I shrugged. “I don’t know. Sixteen’s a biggie in the mortal world. For girls, at least. I guess it probably has some sexist reason about girls turning into women or something. But I don’t care. I’m going to throw the kewlest sweet sixteen Agatha’s has ever seen. If I do a fantastic job, I bet I could even start a hot new trend among the kewl young witches.”
“How are you planning to do that?”
“With lots of planning.” And a big helping of luck, too, but I didn’t need to tell him that. “Which is where you come in.”
“I’m not a party planner.” He really looked worried, as if he thought I’d make him social director for the Good Ship Pru’s sweet sixteen. As if.
“Well, because a kewl party starts with a hot, can’t-miss invitation, I need your genius help to design the best invitations the school has ever seen.”
He thought about that for a moment, with some flipping
of his lenses, which made
me
want to flip out a little, I was so on edge from the whole potions cupboard revelation and the party planning madness. “So if it burst into flame, that would be good?”
“Uh. No.” Sometimes Samuel’s sense of humor is more miss than hit. But I had to forgive him. He was a boy, after all. I realized I had better talk fast unless I wanted to end up with an invitation only a headless horseman could love. “I know what I want, but I don’t know how to do it.”
“Okay.” He sighed, apparently resigned to having to shelve his more high-geek invitation ideas. “So tell me what you want and I’ll see what I can do about it.”
I could picture it perfectly in my mind, but could I explain it to him? “I want a bubble—clear, but a little bit sparkly pink, too.”
“Bubble, check.” He made a checkmark in the air, and a tiny pink bubble floated free from the bend of the check.
“Bigger than that, of course,” I amended. “And I want it to float at eye level, know who it’s for, and then sing an invitation that only the person it’s meant for can hear when she pops it.”
“Wow.” He looked half stunned and half impressed—which left
me
half stunned and half impressed. I guess I had a little Talent in the invitation design department. “You really meant it when you said you wanted a one-of-a-kind invitation, didn’t you?”
“Of course.” His reaction made me pretty sure I was on the right track for a kewler than kewl party.
“Okay.” He closed his eyes to think.
“Do you think that will be kewl enough?” I asked anxiously. “Or should it have some fireworks, too? Or maybe a shower of glittery micro-mini bubbles could be released when it pops?”
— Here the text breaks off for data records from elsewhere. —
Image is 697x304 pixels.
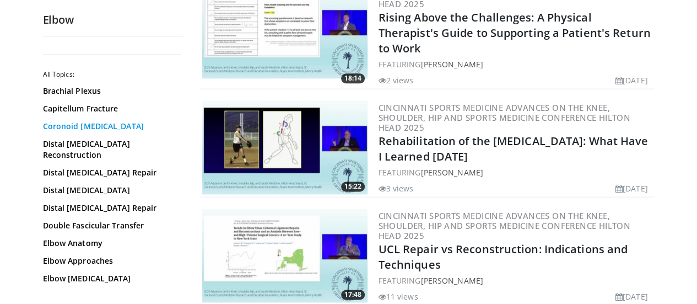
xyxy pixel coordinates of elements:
a: Brachial Plexus [43,85,178,96]
a: Rehabilitation of the [MEDICAL_DATA]: What Have I Learned [DATE] [379,133,649,164]
a: Rising Above the Challenges: A Physical Therapist's Guide to Supporting a Patient's Return to Work [379,10,651,56]
a: [PERSON_NAME] [421,59,483,69]
div: FEATURING [379,58,653,70]
li: [DATE] [616,74,648,86]
a: [MEDICAL_DATA] [43,291,178,302]
li: 3 views [379,182,414,194]
a: Capitellum Fracture [43,103,178,114]
a: Elbow Approaches [43,255,178,266]
a: 17:48 [202,208,368,302]
div: FEATURING [379,166,653,178]
img: c9f5f725-9254-4de8-80fa-e0b91e2edf95.300x170_q85_crop-smart_upscale.jpg [202,208,368,302]
a: UCL Repair vs Reconstruction: Indications and Techniques [379,241,628,272]
li: [DATE] [616,182,648,194]
a: [PERSON_NAME] [421,167,483,178]
a: Elbow [MEDICAL_DATA] [43,273,178,284]
span: 18:14 [341,73,365,83]
h2: All Topics: [43,70,181,79]
div: FEATURING [379,275,653,286]
h2: Elbow [43,13,184,27]
a: 15:22 [202,100,368,194]
a: Distal [MEDICAL_DATA] Reconstruction [43,138,178,160]
a: Double Fascicular Transfer [43,220,178,231]
a: Cincinnati Sports Medicine Advances on the Knee, Shoulder, Hip and Sports Medicine Conference Hil... [379,210,631,241]
a: [PERSON_NAME] [421,275,483,286]
a: Coronoid [MEDICAL_DATA] [43,121,178,132]
li: 11 views [379,291,418,302]
span: 17:48 [341,289,365,299]
span: 15:22 [341,181,365,191]
a: Elbow Anatomy [43,238,178,249]
img: 81d7ddf7-cc73-4d75-b117-9e2f9c3c4c83.300x170_q85_crop-smart_upscale.jpg [202,100,368,194]
li: 2 views [379,74,414,86]
a: Distal [MEDICAL_DATA] [43,185,178,196]
a: Cincinnati Sports Medicine Advances on the Knee, Shoulder, Hip and Sports Medicine Conference Hil... [379,102,631,133]
li: [DATE] [616,291,648,302]
a: Distal [MEDICAL_DATA] Repair [43,167,178,178]
a: Distal [MEDICAL_DATA] Repair [43,202,178,213]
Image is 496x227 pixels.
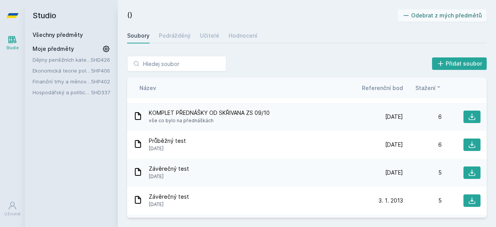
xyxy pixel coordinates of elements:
[229,28,257,43] a: Hodnocení
[33,78,91,85] a: Finanční trhy a měnová politika
[140,84,156,92] button: Název
[127,10,133,19] font: ()
[149,201,164,207] font: [DATE]
[229,32,257,39] font: Hodnocení
[127,56,226,71] input: Hledej soubor
[149,165,189,172] font: Závěrečný test
[149,193,189,200] font: Závěrečný test
[385,113,403,120] font: [DATE]
[200,28,219,43] a: Učitelé
[33,67,91,74] a: Ekonomická teorie politiky
[385,141,403,148] font: [DATE]
[446,60,482,67] font: Přidat soubor
[91,57,110,63] a: 5HD426
[4,211,21,216] font: Uživatel
[33,89,181,95] font: Hospodářský a politický vývoj Dálného východu ve 20. století
[416,84,442,92] button: Stažení
[6,45,19,50] font: Studie
[149,137,186,144] font: Průběžný test
[398,9,487,22] button: Odebrat z mých předmětů
[149,173,164,179] font: [DATE]
[91,78,110,85] a: 5HP402
[33,78,109,85] font: Finanční trhy a měnová politika
[33,11,56,20] font: Studio
[438,141,442,148] font: 6
[91,89,110,95] a: 5HD337
[411,12,482,19] font: Odebrat z mých předmětů
[416,85,436,91] font: Stažení
[159,28,191,43] a: Podrážděný
[362,84,403,92] button: Referenční bod
[432,57,487,70] button: Přidat soubor
[438,169,442,176] font: 5
[385,169,403,176] font: [DATE]
[149,145,164,151] font: [DATE]
[33,57,122,63] font: Dějiny peněžních kategorií a institucí
[362,85,403,91] font: Referenční bod
[33,88,91,96] a: Hospodářský a politický vývoj Dálného východu ve 20. století
[159,32,191,39] font: Podrážděný
[2,31,23,55] a: Studie
[33,67,96,74] font: Ekonomická teorie politiky
[149,117,214,123] font: vše co bylo na přednáškách
[149,109,270,116] font: KOMPLET PŘEDNÁŠKY OD SKŘIVANA ZS 09/10
[33,56,91,64] a: Dějiny peněžních kategorií a institucí
[200,32,219,39] font: Učitelé
[33,31,83,38] a: Všechny předměty
[438,113,442,120] font: 6
[2,197,23,221] a: Uživatel
[91,67,110,74] a: 5HP406
[127,28,150,43] a: Soubory
[379,197,403,203] font: 3. 1. 2013
[33,45,74,52] font: Moje předměty
[127,32,150,39] font: Soubory
[438,197,442,203] font: 5
[140,85,156,91] font: Název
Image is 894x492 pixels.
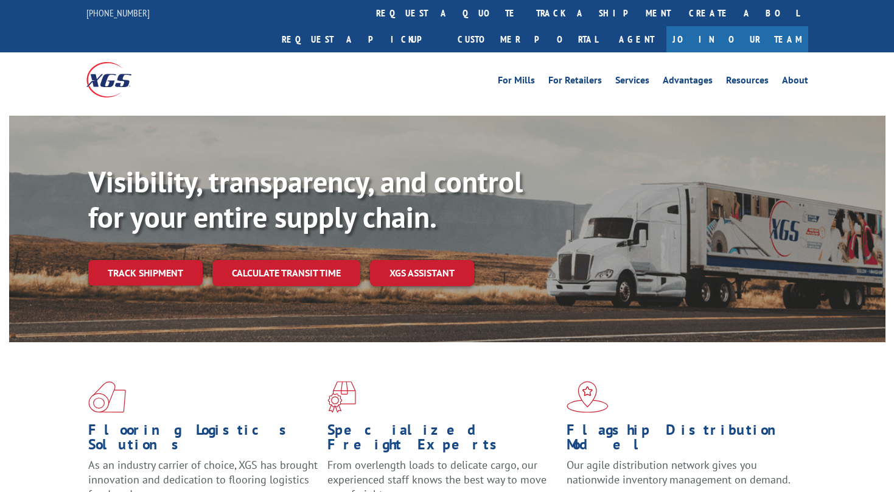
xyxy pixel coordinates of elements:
a: Join Our Team [666,26,808,52]
a: [PHONE_NUMBER] [86,7,150,19]
img: xgs-icon-flagship-distribution-model-red [566,381,608,413]
a: Advantages [663,75,713,89]
a: Resources [726,75,769,89]
a: Customer Portal [448,26,607,52]
h1: Specialized Freight Experts [327,422,557,458]
h1: Flagship Distribution Model [566,422,797,458]
span: Our agile distribution network gives you nationwide inventory management on demand. [566,458,790,486]
img: xgs-icon-focused-on-flooring-red [327,381,356,413]
a: Agent [607,26,666,52]
a: Request a pickup [273,26,448,52]
h1: Flooring Logistics Solutions [88,422,318,458]
a: For Retailers [548,75,602,89]
a: Track shipment [88,260,203,285]
a: Calculate transit time [212,260,360,286]
a: XGS ASSISTANT [370,260,474,286]
a: Services [615,75,649,89]
a: About [782,75,808,89]
img: xgs-icon-total-supply-chain-intelligence-red [88,381,126,413]
a: For Mills [498,75,535,89]
b: Visibility, transparency, and control for your entire supply chain. [88,162,523,235]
He opened his eyes and stared at me for a few seconds. “Sometimes simple is better.”
Boys. What do they know? “Sure. But not when you’re talking about the sweet sixteenth!”
“Okay, okay.” He held up his hands in surrender to my ideas. “We can do it. No problem. But we’ll need to use some things from your potions cupboard.”
“No problem.” And really, it wasn’t, now that I knew we had a potions cupboard.
It took some figuring—and Samuel did most of the work, I admit. But I learned a lot and got some really kewl invitations out of the tutoring session too.
It was funny. Back in Beverly Hills there was so much competition about who was going to throw the sweet sixteen party of the year. I’d seen invitations made in chocolate, silk, and carefully fanned gold foil. And the parties got wilder from there. But the kewl kids back at Beverly Hills would be sooooo jealous to see my invitations. If they could ever know about this magic stuff. Which they couldn’t. Bummer.